The Biden administration revealed a $2 trillion infrastructure investment plan intended to create millions of jobs, rebuild the country’s infrastructure, and target the benefits of climate and clean infrastructure investments to disadvantaged communities.
Solar made it into the American Jobs Plan in the form of a proposed 10-year extension and phase down of an expanded direct-pay investment tax credit and production tax credit for clean energy generation and storage.
The plan would also use the federal government’s purchasing power to secure 24/7 clean power for federal buildings.
Besides extending the investment tax credit, the Biden proposal would create an investment tax credit to incentivize the buildout of at least 20 GW of high-voltage-capacity transmission power lines and mobilizes tens of billions in private capital.
Aging transmission infrastructure has long been cited as an issue that will hold the clean energy transition back from achieving its full potential.
The plan would also establish a new Grid Deployment Authority at the Department of Energy. It would allow for better leverage of rights-of-way along roads and railways via financing tools to spur additional high-priority, high-voltage transmission lines.
EV support
Affirming his earlier commitment to move the federal vehicle fleet to electric vehicles (EVs), Biden also proposed a $174 billion investment in EV, aimed at spurring domestic supply chains from raw materials to parts, retooling factories to compete globally, and supporting American efforts to make batteries and EVs.
The plan also would offer consumers point of sale rebates and tax incentives to buy American-made EVs that are affordable and manufactured in the U.S. State and local governments as well as the private sector would have access to grant and incentive programs to build a national network of 500,000 EV chargers by 2030.
The plan also includes goals of replacing 50,000 diesel transit vehicles and transitioning to an electric school bus fleet.
R&D investment
Biden once again noted U.S. declines in investment in research and development (R&D). Biden called on Congress to invest $50 billion in the National Science Foundation to create a technology directorate that would work with and build on existing programs across the government. The initiative would focus on a number of R&D fields, including advanced energy technologies.
Independent of this proposed $50 billion, Biden also called for Congress to invest $35 billion to address the climate crisis and “position America as the global leader in clean energy technology and clean energy jobs.”
The investment would include $15 billion in demonstration projects for climate R&D priorities, including utility-scale energy storage, carbon capture and storage, hydrogen, floating offshore wind, biofuel/bioproducts, and electric vehicles.
Industry response
The solar industry and broader clean tech sector greeted the proposal with near-uniform support Of the plan, Abigail Ross Hopper, president and CEO of the Solar Energy Industries Association (SEIA), “President Biden’s infrastructure proposal is a significant step in meeting our collective clean energy goals. The plan creates jobs, spurs the economy, faces the climate crisis, and advances environmental justice.”

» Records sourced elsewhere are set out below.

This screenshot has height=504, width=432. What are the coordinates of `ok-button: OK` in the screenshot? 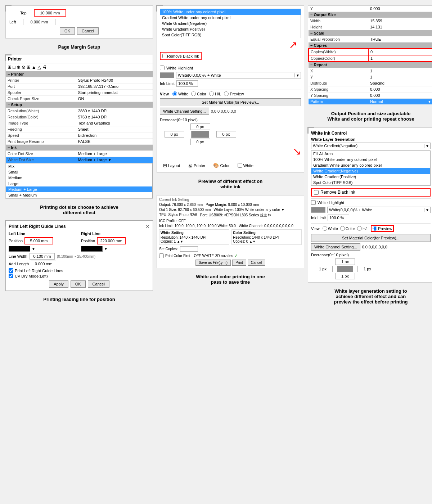 It's located at (67, 31).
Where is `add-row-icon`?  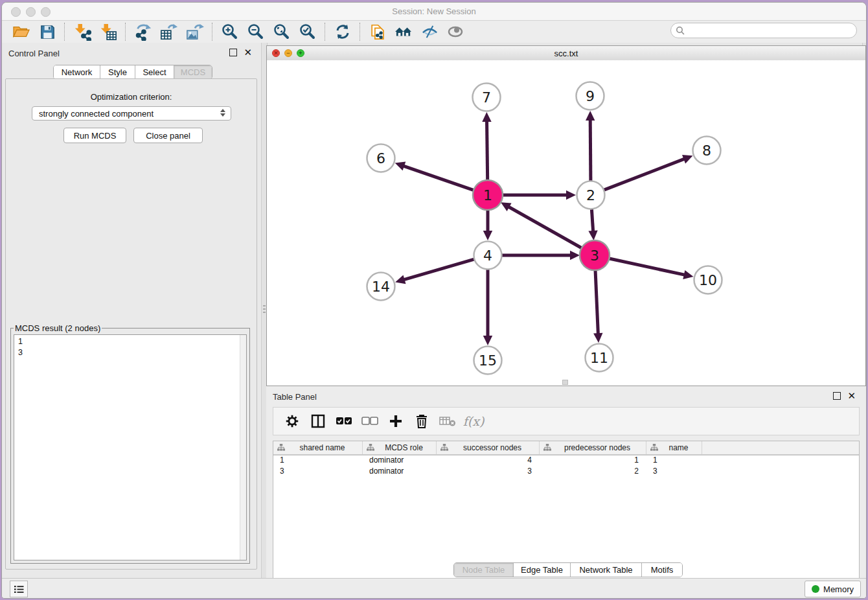
add-row-icon is located at coordinates (396, 421).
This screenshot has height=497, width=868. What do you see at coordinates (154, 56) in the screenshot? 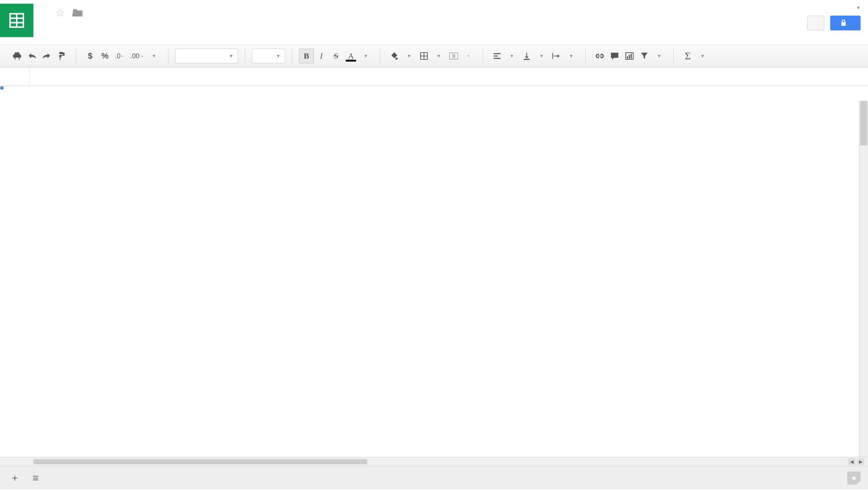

In an interview with pv magazine USA earlier this year, she emphasized the importance of stable policymaking, particularly at the federal level.
Gregory Wetstone, president and CEO of the American Council on Renewable Energy (ACORE), had similar praise for the plan. In a statement, he commended the Biden administration for using the infrastructure bill to tackle the climate crisis. He said, “The American Jobs Plan will move the clean energy sector beyond the endless cycles of temporary stopgap incentives toward a stable, long-term tax platform that will put millions of Americans back to work, upgrading our outdated grid and building a 21st century renewable energy economy.”
But Brett Hartl, government affairs director at the Center for Biological Diversity, criticized the plan, saying that it “falls short on climate.”
Rather than adopt a Marshall Plan-type approach to climate and renewable energy, he said the “industry-friendly infrastructure plan” includes “gimmicky subsidies for carbon capture, fantastically wishes the free market will save us, and fails to take crucial and ambitious steps toward phasing out fossil fuels.” He said that although the Biden administration has pledged to cut carbon emissions 50% and decarbonize the electricity sector “this proposal won’t even come close.”